Pan-Africanist American writer, historian, professor, and a pioneer in the creation of Africana studies and professional institutions in academia
Historian, Scholar, and Teacher
John Henrik Clarke - A Great and Mighty Walk
"Powerful people will NEVER educate powerless people
on what it means to take the power away from them.
The aim of powerful people is to stay powerful
by ANY means necessary." *
Born on January 1, 1915, in Union Springs, Alabama, as the youngest child to sharecroppers John (Doctor) and Willie Ella (Mays) Clark, he renamed himself John Henrik (after rebel playwright Henrik Ibsen) and added an "e" to his surname Clarke. With the hopes of earning enough money to buy land rather than sharecrop, his family moved to the nearest mill town, Columbus, Georgia. Clarke never formally attended high school, but attended Spencer High School due to overcrowding in the middle schools. Counter to his mothers's wishes for him to be a farmer, Clarke left Georgia in 1933 by freight train and went to Harlem, New York, where he pursued scholarship and activism.

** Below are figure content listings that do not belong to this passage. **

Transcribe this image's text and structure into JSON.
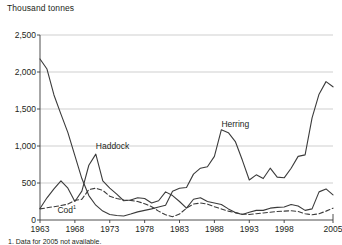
{
  "axis_title": "Thousand tonnes",
  "footnote": "1. Data for 2005 not available.",
  "colors": {
    "line": "#3b3b3b",
    "grid": "#c9c9c9",
    "axis": "#3b3b3b",
    "text": "#231f20"
  },
  "labels": {
    "herring": "Herring",
    "haddock": "Haddock",
    "cod": "Cod",
    "cod_footnote_marker": "1"
  },
  "chart_data": {
    "type": "line",
    "title": "",
    "subtitle": "",
    "xlabel": "",
    "ylabel": "Thousand tonnes",
    "xlim": [
      1963,
      2005
    ],
    "ylim": [
      0,
      2500
    ],
    "ytick_labels": [
      "0",
      "500",
      "1,000",
      "1,500",
      "2,000",
      "2,500"
    ],
    "ytick_values": [
      0,
      500,
      1000,
      1500,
      2000,
      2500
    ],
    "xtick_labels": [
      "1963",
      "1968",
      "1973",
      "1978",
      "1983",
      "1988",
      "1993",
      "1998",
      "2005"
    ],
    "xtick_values": [
      1963,
      1968,
      1973,
      1978,
      1983,
      1988,
      1993,
      1998,
      2005
    ],
    "grid": true,
    "legend": "inline-annotations",
    "x": [
      1963,
      1964,
      1965,
      1966,
      1967,
      1968,
      1969,
      1970,
      1971,
      1972,
      1973,
      1974,
      1975,
      1976,
      1977,
      1978,
      1979,
      1980,
      1981,
      1982,
      1983,
      1984,
      1985,
      1986,
      1987,
      1988,
      1989,
      1990,
      1991,
      1992,
      1993,
      1994,
      1995,
      1996,
      1997,
      1998,
      1999,
      2000,
      2001,
      2002,
      2003,
      2004,
      2005
    ],
    "series": [
      {
        "name": "Herring",
        "style": "solid",
        "values": [
          2175,
          2040,
          1690,
          1430,
          1180,
          870,
          560,
          330,
          200,
          120,
          75,
          60,
          55,
          80,
          110,
          130,
          150,
          175,
          200,
          390,
          430,
          440,
          620,
          700,
          720,
          860,
          1220,
          1180,
          1060,
          810,
          540,
          610,
          560,
          700,
          580,
          570,
          700,
          860,
          880,
          1380,
          1700,
          1870,
          1800
        ]
      },
      {
        "name": "Haddock",
        "style": "solid",
        "values": [
          155,
          300,
          420,
          530,
          430,
          250,
          390,
          740,
          890,
          530,
          430,
          350,
          260,
          270,
          300,
          290,
          230,
          260,
          380,
          330,
          250,
          160,
          280,
          300,
          250,
          230,
          210,
          150,
          100,
          75,
          105,
          130,
          130,
          160,
          170,
          175,
          210,
          190,
          130,
          150,
          380,
          420,
          340
        ]
      },
      {
        "name": "Cod",
        "style": "dashed",
        "values": [
          150,
          165,
          180,
          195,
          215,
          265,
          280,
          410,
          430,
          400,
          320,
          290,
          270,
          265,
          250,
          220,
          180,
          120,
          70,
          45,
          80,
          160,
          215,
          230,
          215,
          180,
          150,
          120,
          100,
          80,
          75,
          85,
          95,
          105,
          115,
          120,
          125,
          115,
          85,
          70,
          85,
          120,
          160
        ]
      }
    ],
    "annotations": [
      {
        "text": "Herring",
        "x": 1989,
        "y": 1290
      },
      {
        "text": "Haddock",
        "x": 1971,
        "y": 980
      },
      {
        "text": "Cod",
        "x": 1965.5,
        "y": 130
      }
    ]
  }
}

Clarke developed as a writer and lecturer during the Great Depression years. He joined study circles such as the Harlem History Club and the Harlem Writers' Workshop. He studied history and world literature at New York University, at Columbia University and at the League for Professional Writers. He was an autodidact whose mentors included the scholar Arturo Alfonso Schomburg. At the age of 78, Clarke obtained a doctorate from the non-accredited Pacific Western University (now California Miramar University) in Los Angeles. The New York Times noted that Clarke's ascension to professor emeritus at Hunters College was "unusual...without benefit of a high school diploma." The Times also acknowledged that "nobody said Professor Clarke wasn't an academic original", but nonetheless referred to him using the honorific prefix "Mr" rather than "Dr".
In the 1960's, Clarke advocated for studies on the African-American experience and the place of Africans in world history. He challenged academic historians and helped shift the way African history was studied and taught. Clarke was "a scholar devoted to redressing what he saw as a systematic and racist suppression and distortion of African history by traditional scholars." He accused his detractors of having Eurocentric views.
Besides teaching at Hunter College and Cornell University, Clarke was active in creating professional associations to support the study of black culture. He was a founder and first president of the African Heritage Studies Association with Leonard Jeffries, which supported scholars in areas of history, culture, literature and the arts. He was a founding member of other organizations to recognize and support work in black culture: the Black Academy of Arts and Letters and the African-American Scholars' Council.
Dr. Clarke was most known and highly regarded for his lifelong devotion to studying and documenting the histories and contributions of African peoples in Africa and the diaspora.
Dr. Clarke is often quoted as stating that "History is not everything, but it is a starting point. History is a clock that people use to tell their political and cultural time of day. It is a compass they use to find themselves on the map of human geography. It tells them where they are, but more importantly, what they must be."
His writing included six scholarly books and many scholarly articles. He edited anthologies of black writing, as well as his own short stories, and more general interest articles. He was co-founder of the Harlem Quarterly (1949–51), book review editor of the Negro History Bulletin (1948–52), associate editor of the magazine Freedomways, and a feature writer for the Pittsburgh Courier and the Ghana Evening News.
"Egypt gave birth to what later would become known as 'Western Civilization,' long before the greatness of Greece and Rome."
John Henrik Clarke
"Africans in the United States must remember that the slave ships brought no West Indians, no Caribbeans, no Jamaicans or Trinidadians or Barbadians to this hemisphere. The slave ships brought only African people and most of us took the semblance of nationality from the places where slave ships dropped us off."
John Henrik Clarke
"The first light of human consciousness and the world's first civilizations were in Africa."